The Criminalisation of Abuse and the Right to Freedom from Domination

Event date
21 November 2022
Event time
13:00 - 14:00
Oxford week
MT 7
Audience
Anyone
Venue
Faculty of Law - Seminar Room F
Speaker(s)

Dr Galia Schneebaum
Assistant Professor,
Harry Radzyner Law School at Reichman University

Notes & Changes

This seminar is offered as a hybrid in-person/online event.

 

ABSTRACT:

According to the standard view criminal law deals with public, rather than private wrongs. Yet certain areas of criminalization pointedly challenge this assumption. The field of sex offenses is one prominent example, due to the widely accepted notion that the main purpose of sex offenses is to vindicate individuals’ right to sexual autonomy. The purpose of this paper is to discuss a host of emerging criminal offenses – which I refer to as abuse offenses - that further complicate the relationship between individual rights and the criminal law. One group of abuse offenses, introduced in recent years in the US, Israel, and elsewhere, is a sub-category of sex offenses that prohibits abusive sex in hierarchical relationships (such as abuse by police officers, health care professionals, workplace supervisors, or the clergy). In another field of criminalization – domestic violence - England and Wales have introduced a new offense that prohibits abuse, defined as “coercive or controlling behavior” in intimate relationships. Although these offenses are usually not discussed together, this paper points to their common features and addresses the distinct question they raise, in terms of the tension between individual rights and the criminal law. 

I will argue, first, that – although not using those exact terms - current accounts offer three distinct conceptualizations for abuse offenses, along the public interest / private right divide. One position, manifest mainly in the context of sexual abuse by officials, has been to advocate a “public” vision of the offense, stipulating that abuse prohibitions are aimed at protecting public interests (i.e., prevent public corruption). Another interpretation, at the other side of the spectrum, posits that notwithstanding the omission of non-consent as a formal element, sexual abuse offenses are designed to protect individual autonomy by presuming non-consent to sex in certain types of power relations. A third position, presented by Victor Tadros in the context of domestic violence, considers the wrong of abuse under a neo-republican conception of freedom from domination. This paper builds on Tadros’s work and on additional neo-republican sources, to examine more broadly the plausibility of a right to freedom from domination in the criminal law.

The main premise of any such discussion, I shall argue, is that domination presupposes social structures of power, and hence is distinct from offense to autonomy and cannot be reduced to a purely private wrong. On the face of it, this analysis relieves the tension between a public conception of the criminal law and the vindication of individual rights. However, the consideration of abuse/domination under a purely public conception of wrongdoing is similarly misguided. Rather than attending to the abstract harms of corrupting public office, many abuse offenses have in mind particular victims, and perceive abuse as offensive to individuals. While contemporary accounts have typically considered abuse under a binary division of public versus private wrongs, this paper contemplates the hybrid nature of its wrongfulness. Moreover, it aims to explore the contents of wrongful domination, and the underlying concept of freedom from domination, which are reflected in the distinctive jurisprudence of abuse offenses. This interpretative analysis is vital in order to enable, at a later stage, a fresh normative assessment of the justification of criminalizing abuse. Any debate or controversy around the proper limits of the criminal law in this field, should take note of republican-based arguments, and can hardly be satisfied with the conventional tools of a liberal-oriented criminalization theory.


§ **Task goal**: Could you transcribe all of the data word for word?

(Pixel coordinate grounding data)
☆ ☆ ☆ ☆ ☆
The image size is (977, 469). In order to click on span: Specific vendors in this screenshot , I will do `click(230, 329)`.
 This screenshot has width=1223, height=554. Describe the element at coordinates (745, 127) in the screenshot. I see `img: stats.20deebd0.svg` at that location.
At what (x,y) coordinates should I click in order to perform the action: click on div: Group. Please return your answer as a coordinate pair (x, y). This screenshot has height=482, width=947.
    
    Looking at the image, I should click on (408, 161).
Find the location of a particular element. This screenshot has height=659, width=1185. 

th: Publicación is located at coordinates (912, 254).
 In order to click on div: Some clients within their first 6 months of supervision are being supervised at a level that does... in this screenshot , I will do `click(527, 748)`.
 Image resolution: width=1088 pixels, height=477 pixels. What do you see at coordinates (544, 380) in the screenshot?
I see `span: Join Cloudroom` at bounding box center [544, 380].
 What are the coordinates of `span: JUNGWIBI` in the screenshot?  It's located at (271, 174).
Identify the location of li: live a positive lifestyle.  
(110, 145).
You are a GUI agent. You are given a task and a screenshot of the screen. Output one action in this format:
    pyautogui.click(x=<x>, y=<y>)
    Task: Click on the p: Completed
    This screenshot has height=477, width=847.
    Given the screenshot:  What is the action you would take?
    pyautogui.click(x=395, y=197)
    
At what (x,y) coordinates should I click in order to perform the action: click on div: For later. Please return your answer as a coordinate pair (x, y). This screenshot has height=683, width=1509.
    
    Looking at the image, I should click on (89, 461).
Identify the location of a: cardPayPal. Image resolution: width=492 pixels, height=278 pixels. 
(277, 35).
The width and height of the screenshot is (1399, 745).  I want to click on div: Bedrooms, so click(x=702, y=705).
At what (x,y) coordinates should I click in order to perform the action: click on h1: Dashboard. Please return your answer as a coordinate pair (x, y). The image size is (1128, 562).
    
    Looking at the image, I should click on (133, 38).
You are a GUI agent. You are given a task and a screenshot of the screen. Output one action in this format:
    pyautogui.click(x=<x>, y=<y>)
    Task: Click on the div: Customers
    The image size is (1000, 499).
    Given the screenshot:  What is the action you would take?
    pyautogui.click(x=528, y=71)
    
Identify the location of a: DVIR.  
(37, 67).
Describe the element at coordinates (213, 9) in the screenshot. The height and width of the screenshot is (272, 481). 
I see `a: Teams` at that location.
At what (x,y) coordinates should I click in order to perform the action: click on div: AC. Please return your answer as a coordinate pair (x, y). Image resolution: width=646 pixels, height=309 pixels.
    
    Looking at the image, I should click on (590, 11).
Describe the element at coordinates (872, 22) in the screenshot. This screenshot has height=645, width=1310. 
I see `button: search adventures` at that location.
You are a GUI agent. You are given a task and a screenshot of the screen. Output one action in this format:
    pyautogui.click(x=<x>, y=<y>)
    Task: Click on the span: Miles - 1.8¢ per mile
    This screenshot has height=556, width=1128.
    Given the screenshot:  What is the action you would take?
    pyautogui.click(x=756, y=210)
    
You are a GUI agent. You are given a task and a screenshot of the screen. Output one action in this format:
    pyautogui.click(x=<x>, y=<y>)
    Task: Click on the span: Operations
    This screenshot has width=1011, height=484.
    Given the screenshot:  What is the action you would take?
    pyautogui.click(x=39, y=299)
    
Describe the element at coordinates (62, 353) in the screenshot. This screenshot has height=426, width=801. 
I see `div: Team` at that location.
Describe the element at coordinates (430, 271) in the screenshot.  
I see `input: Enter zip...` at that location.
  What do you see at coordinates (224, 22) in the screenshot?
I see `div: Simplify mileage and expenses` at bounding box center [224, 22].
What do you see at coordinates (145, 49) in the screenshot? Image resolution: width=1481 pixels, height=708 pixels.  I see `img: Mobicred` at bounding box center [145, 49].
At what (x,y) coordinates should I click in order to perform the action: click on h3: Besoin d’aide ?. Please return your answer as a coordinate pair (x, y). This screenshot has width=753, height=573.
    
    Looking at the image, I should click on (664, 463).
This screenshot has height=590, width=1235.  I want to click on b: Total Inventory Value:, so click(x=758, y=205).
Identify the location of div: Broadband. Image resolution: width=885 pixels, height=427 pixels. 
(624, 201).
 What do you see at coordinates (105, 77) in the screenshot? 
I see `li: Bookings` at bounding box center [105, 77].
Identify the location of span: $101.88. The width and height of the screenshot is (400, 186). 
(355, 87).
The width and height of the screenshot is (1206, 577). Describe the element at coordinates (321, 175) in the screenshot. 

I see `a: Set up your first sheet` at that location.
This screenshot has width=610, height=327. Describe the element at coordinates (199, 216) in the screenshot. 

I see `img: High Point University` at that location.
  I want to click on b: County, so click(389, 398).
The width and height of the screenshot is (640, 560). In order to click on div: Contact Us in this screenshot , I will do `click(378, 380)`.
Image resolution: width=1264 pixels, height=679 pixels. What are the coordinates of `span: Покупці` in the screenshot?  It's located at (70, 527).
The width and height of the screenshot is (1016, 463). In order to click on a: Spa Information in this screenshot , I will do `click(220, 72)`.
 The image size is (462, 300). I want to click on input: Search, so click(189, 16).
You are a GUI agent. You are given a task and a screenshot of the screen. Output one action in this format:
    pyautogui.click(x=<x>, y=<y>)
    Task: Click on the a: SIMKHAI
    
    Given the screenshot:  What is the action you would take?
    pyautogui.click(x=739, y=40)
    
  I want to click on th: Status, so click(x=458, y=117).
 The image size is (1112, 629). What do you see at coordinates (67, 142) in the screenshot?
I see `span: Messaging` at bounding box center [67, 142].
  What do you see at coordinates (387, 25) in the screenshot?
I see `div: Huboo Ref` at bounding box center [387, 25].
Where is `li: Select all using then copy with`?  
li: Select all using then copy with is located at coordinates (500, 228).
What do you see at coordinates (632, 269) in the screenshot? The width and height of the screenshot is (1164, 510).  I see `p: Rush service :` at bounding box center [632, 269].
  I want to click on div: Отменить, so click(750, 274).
☆ ☆ ☆ ☆ ☆
§ **Task output**:
The image size is (977, 469). In order to click on span: Specific vendors in this screenshot , I will do `click(230, 329)`.
 This screenshot has width=1223, height=554. Describe the element at coordinates (745, 127) in the screenshot. I see `img: stats.20deebd0.svg` at that location.
At what (x,y) coordinates should I click in order to perform the action: click on div: Group. Please return your answer as a coordinate pair (x, y). This screenshot has height=482, width=947.
    
    Looking at the image, I should click on (408, 161).
Find the location of a particular element. This screenshot has height=659, width=1185. 

th: Publicación is located at coordinates (912, 254).
 In order to click on div: Some clients within their first 6 months of supervision are being supervised at a level that does... in this screenshot , I will do `click(527, 748)`.
 Image resolution: width=1088 pixels, height=477 pixels. What do you see at coordinates (544, 380) in the screenshot?
I see `span: Join Cloudroom` at bounding box center [544, 380].
 What are the coordinates of `span: JUNGWIBI` in the screenshot?  It's located at (271, 174).
Identify the location of li: live a positive lifestyle.  
(110, 145).
You are a GUI agent. You are given a task and a screenshot of the screen. Output one action in this format:
    pyautogui.click(x=<x>, y=<y>)
    Task: Click on the p: Completed
    This screenshot has height=477, width=847.
    Given the screenshot:  What is the action you would take?
    pyautogui.click(x=395, y=197)
    
At what (x,y) coordinates should I click in order to perform the action: click on div: For later. Please return your answer as a coordinate pair (x, y). This screenshot has height=683, width=1509.
    
    Looking at the image, I should click on (89, 461).
Identify the location of a: cardPayPal. Image resolution: width=492 pixels, height=278 pixels. 
(277, 35).
The width and height of the screenshot is (1399, 745).  I want to click on div: Bedrooms, so click(x=702, y=705).
At what (x,y) coordinates should I click in order to perform the action: click on h1: Dashboard. Please return your answer as a coordinate pair (x, y). The image size is (1128, 562).
    
    Looking at the image, I should click on (133, 38).
You are a GUI agent. You are given a task and a screenshot of the screen. Output one action in this format:
    pyautogui.click(x=<x>, y=<y>)
    Task: Click on the div: Customers
    The image size is (1000, 499).
    Given the screenshot:  What is the action you would take?
    pyautogui.click(x=528, y=71)
    
Identify the location of a: DVIR.  
(37, 67).
Describe the element at coordinates (213, 9) in the screenshot. The height and width of the screenshot is (272, 481). 
I see `a: Teams` at that location.
At what (x,y) coordinates should I click in order to perform the action: click on div: AC. Please return your answer as a coordinate pair (x, y). Image resolution: width=646 pixels, height=309 pixels.
    
    Looking at the image, I should click on (590, 11).
Describe the element at coordinates (872, 22) in the screenshot. This screenshot has height=645, width=1310. 
I see `button: search adventures` at that location.
You are a GUI agent. You are given a task and a screenshot of the screen. Output one action in this format:
    pyautogui.click(x=<x>, y=<y>)
    Task: Click on the span: Miles - 1.8¢ per mile
    This screenshot has height=556, width=1128.
    Given the screenshot:  What is the action you would take?
    pyautogui.click(x=756, y=210)
    
You are a GUI agent. You are given a task and a screenshot of the screen. Output one action in this format:
    pyautogui.click(x=<x>, y=<y>)
    Task: Click on the span: Operations
    This screenshot has width=1011, height=484.
    Given the screenshot:  What is the action you would take?
    pyautogui.click(x=39, y=299)
    
Describe the element at coordinates (62, 353) in the screenshot. This screenshot has height=426, width=801. 
I see `div: Team` at that location.
Describe the element at coordinates (430, 271) in the screenshot.  
I see `input: Enter zip...` at that location.
  What do you see at coordinates (224, 22) in the screenshot?
I see `div: Simplify mileage and expenses` at bounding box center [224, 22].
What do you see at coordinates (145, 49) in the screenshot? Image resolution: width=1481 pixels, height=708 pixels.  I see `img: Mobicred` at bounding box center [145, 49].
At what (x,y) coordinates should I click in order to perform the action: click on h3: Besoin d’aide ?. Please return your answer as a coordinate pair (x, y). This screenshot has width=753, height=573.
    
    Looking at the image, I should click on (664, 463).
This screenshot has height=590, width=1235.  I want to click on b: Total Inventory Value:, so click(x=758, y=205).
Identify the location of div: Broadband. Image resolution: width=885 pixels, height=427 pixels. 
(624, 201).
 What do you see at coordinates (105, 77) in the screenshot? 
I see `li: Bookings` at bounding box center [105, 77].
Identify the location of span: $101.88. The width and height of the screenshot is (400, 186). 
(355, 87).
The width and height of the screenshot is (1206, 577). Describe the element at coordinates (321, 175) in the screenshot. 

I see `a: Set up your first sheet` at that location.
This screenshot has width=610, height=327. Describe the element at coordinates (199, 216) in the screenshot. 

I see `img: High Point University` at that location.
  I want to click on b: County, so click(389, 398).
The width and height of the screenshot is (640, 560). In order to click on div: Contact Us in this screenshot , I will do `click(378, 380)`.
Image resolution: width=1264 pixels, height=679 pixels. What are the coordinates of `span: Покупці` in the screenshot?  It's located at (70, 527).
The width and height of the screenshot is (1016, 463). In order to click on a: Spa Information in this screenshot , I will do `click(220, 72)`.
 The image size is (462, 300). I want to click on input: Search, so click(189, 16).
You are a GUI agent. You are given a task and a screenshot of the screen. Output one action in this format:
    pyautogui.click(x=<x>, y=<y>)
    Task: Click on the a: SIMKHAI
    
    Given the screenshot:  What is the action you would take?
    pyautogui.click(x=739, y=40)
    
  I want to click on th: Status, so click(x=458, y=117).
 The image size is (1112, 629). What do you see at coordinates (67, 142) in the screenshot?
I see `span: Messaging` at bounding box center [67, 142].
  What do you see at coordinates (387, 25) in the screenshot?
I see `div: Huboo Ref` at bounding box center [387, 25].
Where is `li: Select all using then copy with`?  
li: Select all using then copy with is located at coordinates (500, 228).
What do you see at coordinates (632, 269) in the screenshot? The width and height of the screenshot is (1164, 510).  I see `p: Rush service :` at bounding box center [632, 269].
  I want to click on div: Отменить, so click(750, 274).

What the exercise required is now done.